They say that necessity is the mother of invention, and so it was with the barcode. Overhearing a local merchant's request for a quick-method system to read product information at the checkout counter, graduate student Bernard Silver and his friend, Norman Woodland, started working on a number of systems. Silver was likely unaware that another inventor had developed a system using punch cards back in the 1930s. That system never caught on due to the prohibitive equipment costs and the Great Depression.

Silver was so encouraged by the problem, he continued pursuing it without funding. The first system he and Woodland developed used ultraviolet ink, but it proved both too expensive and untrustworthy, as the ink faded. He was then inspired by Morse code and later claimed the first barcode design he created was in the Florida sand. He simply elongated the dots and dashes of Morse code to create what would later become the barcode design.

He then used technology developed for movie soundtracks to read it, but was moved to change the box design to a bullseye so it could be read in any direction. In 1949, the pair applied for a patent they received in 1952. Silver started working for IBM in 1951, who was, ironically, deeply involved in punch-card technology. Silver tried to interest the corporate giant in his project, and IBM actually commissioned a report which indicated the idea was feasible, but involved technology that was simply unavailable at the time.

It didn't help that the prototype reading device set the paper ablaze either, but it did work. Still, IBM's report proved accurate, as the 500-watt incandescent bulb was simply too much, the prototype was too large, and the technology for reducing either was unavailable in the 1950s. While IBM offered to purchase the patent for far less than it was worth, Silver and Woodland persevered. In 1962, Philco bought them, but sadly, Bernard Silver died in a car crash the following year.

Meanwhile the grocery stores were trying to maintain the right amount of inventory, railroads were just trying to keep track of their many cars. The railroad industry, still very strong in those days, adopted a system similar to the barcode, developed by David Collins and promulgated by Sylvania. Collins tried to interest Sylvania in a smaller version of the system which could be used on anything, but Sylvania turned him down, so he quit and co-founded the Computer Identics Corporation. Meanwhile, Philco sold the barcode patent rights to RCA.

Development began in earnest in the late 1960s, as the grocery industry now demanded such technology. Collins' Computer Identics quietly installed rudimentary, hand-built barcode and scanning systems in a General Motors (GM) plant in Michigan, and the General Trading Company in New Jersey. Kroger offered to test-drive the laser-guided system RCA was developing. In the 1970s, RCA's limited success with its bullseye barcode attracted the attention of, you guessed it, IBM, who tapped staffer, Norman Woodland himself, to handle the project. The rest, they say, is history.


**WORK INSTRUCTIONS**
Your answer should repeat every line of the records below in which the word "short" appears.

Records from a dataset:
--- START ---

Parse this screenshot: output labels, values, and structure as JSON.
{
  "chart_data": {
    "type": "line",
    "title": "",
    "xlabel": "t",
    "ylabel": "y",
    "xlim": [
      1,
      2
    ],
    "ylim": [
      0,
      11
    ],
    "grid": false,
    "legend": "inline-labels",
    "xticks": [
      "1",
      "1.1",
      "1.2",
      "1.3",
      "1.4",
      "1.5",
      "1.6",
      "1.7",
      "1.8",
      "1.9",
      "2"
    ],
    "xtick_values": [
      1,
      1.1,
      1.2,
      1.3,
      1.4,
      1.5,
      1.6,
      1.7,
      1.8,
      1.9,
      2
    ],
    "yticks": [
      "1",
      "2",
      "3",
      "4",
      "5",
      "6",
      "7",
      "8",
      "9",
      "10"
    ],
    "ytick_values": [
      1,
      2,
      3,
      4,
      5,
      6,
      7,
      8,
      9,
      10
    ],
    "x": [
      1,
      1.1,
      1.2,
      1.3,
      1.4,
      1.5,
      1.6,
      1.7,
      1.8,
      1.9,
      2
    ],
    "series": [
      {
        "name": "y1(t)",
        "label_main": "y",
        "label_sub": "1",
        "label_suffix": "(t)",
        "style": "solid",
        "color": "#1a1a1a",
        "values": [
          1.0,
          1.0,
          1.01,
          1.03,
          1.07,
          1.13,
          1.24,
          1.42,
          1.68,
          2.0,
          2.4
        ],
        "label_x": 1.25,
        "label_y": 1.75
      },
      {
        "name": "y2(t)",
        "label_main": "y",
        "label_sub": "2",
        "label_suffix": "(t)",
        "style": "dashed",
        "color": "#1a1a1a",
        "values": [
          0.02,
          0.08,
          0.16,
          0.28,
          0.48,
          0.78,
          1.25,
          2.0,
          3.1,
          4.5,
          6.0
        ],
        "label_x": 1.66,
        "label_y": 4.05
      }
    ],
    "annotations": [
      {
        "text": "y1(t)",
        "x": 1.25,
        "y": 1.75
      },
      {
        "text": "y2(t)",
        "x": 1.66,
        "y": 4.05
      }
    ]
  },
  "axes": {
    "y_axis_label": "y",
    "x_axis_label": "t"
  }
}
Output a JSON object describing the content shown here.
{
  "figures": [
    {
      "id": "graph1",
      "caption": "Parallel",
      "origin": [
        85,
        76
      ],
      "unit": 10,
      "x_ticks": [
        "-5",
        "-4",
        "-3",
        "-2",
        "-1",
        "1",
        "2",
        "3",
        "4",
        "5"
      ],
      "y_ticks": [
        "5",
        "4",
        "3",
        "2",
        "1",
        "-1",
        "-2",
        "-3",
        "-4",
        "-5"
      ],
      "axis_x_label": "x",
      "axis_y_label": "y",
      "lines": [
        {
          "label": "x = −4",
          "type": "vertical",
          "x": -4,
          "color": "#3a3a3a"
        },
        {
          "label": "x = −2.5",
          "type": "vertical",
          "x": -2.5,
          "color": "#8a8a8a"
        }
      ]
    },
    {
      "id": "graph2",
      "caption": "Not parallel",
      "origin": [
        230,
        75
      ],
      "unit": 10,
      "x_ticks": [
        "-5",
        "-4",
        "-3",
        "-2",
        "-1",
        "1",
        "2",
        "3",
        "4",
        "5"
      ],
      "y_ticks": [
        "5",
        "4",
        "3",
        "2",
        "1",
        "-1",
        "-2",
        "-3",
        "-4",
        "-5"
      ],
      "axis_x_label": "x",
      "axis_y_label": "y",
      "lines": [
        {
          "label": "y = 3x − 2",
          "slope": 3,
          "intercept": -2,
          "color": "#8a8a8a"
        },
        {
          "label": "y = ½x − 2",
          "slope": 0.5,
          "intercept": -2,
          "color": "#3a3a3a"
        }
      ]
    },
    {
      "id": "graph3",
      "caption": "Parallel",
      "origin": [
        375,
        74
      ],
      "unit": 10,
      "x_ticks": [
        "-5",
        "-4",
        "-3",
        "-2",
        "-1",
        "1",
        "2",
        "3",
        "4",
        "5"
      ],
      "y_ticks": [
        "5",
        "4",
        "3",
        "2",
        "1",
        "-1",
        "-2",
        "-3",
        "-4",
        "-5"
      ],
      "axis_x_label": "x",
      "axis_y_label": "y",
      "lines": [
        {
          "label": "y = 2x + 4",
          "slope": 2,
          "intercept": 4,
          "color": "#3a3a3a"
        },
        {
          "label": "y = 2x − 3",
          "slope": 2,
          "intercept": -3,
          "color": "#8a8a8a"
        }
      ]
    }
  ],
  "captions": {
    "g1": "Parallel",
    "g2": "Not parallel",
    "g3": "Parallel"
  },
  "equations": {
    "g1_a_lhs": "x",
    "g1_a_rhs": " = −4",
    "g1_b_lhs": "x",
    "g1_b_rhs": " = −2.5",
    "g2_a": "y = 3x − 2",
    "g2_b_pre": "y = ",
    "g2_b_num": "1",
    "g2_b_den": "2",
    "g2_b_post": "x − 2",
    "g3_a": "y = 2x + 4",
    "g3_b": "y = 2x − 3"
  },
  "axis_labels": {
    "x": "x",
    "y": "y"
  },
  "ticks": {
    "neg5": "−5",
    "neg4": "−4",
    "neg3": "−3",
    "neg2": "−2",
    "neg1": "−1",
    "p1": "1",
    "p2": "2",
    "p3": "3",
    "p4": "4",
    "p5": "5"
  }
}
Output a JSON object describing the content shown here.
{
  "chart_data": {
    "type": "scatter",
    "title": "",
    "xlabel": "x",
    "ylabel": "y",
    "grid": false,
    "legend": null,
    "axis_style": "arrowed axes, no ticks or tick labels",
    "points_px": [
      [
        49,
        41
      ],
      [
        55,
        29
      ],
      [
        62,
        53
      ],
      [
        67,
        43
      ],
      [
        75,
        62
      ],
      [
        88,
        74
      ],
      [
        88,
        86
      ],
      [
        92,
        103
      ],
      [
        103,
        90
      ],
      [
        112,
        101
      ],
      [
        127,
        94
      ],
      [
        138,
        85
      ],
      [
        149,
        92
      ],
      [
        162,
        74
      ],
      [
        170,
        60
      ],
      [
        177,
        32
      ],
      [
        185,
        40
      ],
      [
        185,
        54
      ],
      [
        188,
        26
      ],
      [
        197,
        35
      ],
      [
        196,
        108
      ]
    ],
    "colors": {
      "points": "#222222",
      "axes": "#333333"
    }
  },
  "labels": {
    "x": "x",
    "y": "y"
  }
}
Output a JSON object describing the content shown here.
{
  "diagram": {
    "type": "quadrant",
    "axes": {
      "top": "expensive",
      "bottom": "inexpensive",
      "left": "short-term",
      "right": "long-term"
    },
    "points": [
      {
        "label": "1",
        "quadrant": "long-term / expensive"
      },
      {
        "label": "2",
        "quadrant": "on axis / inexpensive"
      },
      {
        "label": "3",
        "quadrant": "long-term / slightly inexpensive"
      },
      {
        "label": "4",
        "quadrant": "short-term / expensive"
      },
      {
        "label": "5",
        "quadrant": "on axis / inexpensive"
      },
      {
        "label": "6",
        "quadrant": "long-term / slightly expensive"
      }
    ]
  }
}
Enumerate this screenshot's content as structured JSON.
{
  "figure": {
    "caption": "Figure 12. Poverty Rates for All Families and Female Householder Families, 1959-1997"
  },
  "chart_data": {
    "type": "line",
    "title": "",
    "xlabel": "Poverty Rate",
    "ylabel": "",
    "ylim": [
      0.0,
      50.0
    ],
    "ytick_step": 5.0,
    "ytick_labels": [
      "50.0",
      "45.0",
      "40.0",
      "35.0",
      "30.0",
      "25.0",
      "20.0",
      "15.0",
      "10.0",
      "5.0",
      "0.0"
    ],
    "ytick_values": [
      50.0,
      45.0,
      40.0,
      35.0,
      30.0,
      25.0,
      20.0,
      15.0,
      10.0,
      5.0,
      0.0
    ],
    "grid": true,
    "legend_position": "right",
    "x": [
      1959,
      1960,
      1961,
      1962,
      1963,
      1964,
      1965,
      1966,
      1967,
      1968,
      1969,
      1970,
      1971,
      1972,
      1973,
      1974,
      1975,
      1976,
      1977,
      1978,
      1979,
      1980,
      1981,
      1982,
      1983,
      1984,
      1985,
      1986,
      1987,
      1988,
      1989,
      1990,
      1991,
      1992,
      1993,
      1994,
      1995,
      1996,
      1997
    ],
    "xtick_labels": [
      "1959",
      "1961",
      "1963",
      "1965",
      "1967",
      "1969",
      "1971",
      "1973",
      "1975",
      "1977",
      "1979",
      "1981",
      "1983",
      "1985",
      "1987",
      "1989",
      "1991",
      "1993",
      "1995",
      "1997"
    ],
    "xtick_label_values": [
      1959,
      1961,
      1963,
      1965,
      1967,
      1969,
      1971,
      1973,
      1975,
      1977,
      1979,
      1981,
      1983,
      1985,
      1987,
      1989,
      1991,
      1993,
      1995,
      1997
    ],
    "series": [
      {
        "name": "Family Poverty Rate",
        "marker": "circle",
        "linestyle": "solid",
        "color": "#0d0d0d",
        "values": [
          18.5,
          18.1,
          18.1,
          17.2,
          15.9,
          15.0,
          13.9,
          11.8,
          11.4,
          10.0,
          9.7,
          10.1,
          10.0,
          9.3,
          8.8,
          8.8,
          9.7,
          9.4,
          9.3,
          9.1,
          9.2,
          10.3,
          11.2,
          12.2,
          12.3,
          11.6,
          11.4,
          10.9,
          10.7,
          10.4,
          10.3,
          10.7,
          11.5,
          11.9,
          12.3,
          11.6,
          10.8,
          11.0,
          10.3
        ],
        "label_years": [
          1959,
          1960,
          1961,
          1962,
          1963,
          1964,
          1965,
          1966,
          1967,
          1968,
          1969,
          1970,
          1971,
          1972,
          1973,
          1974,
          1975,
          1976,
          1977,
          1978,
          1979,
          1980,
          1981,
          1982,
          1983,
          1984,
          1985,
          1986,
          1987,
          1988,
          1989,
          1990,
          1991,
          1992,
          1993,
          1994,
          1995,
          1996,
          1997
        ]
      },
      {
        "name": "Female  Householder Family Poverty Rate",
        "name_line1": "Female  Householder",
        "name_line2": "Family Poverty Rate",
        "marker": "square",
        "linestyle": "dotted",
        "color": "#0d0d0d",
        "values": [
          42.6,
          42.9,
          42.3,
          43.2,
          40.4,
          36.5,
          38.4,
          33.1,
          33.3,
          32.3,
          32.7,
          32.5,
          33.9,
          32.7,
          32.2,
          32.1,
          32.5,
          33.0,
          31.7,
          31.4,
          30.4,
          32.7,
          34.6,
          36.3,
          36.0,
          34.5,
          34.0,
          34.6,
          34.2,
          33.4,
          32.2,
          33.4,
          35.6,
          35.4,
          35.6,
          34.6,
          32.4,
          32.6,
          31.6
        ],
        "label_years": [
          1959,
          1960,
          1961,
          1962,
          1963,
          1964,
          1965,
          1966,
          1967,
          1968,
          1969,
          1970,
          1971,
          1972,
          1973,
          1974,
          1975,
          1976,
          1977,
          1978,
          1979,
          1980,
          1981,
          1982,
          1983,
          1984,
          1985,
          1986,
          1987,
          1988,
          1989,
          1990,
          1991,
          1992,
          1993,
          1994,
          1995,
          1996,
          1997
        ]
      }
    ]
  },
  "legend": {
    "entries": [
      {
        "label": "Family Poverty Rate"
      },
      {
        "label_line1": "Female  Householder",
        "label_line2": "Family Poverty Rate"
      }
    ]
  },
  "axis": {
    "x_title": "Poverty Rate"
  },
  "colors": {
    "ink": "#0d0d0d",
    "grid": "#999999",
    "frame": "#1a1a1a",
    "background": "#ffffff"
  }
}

--- END ---

**SOLUTION BELOW**
      "left": "short-term",
        "quadrant": "short-term / expensive"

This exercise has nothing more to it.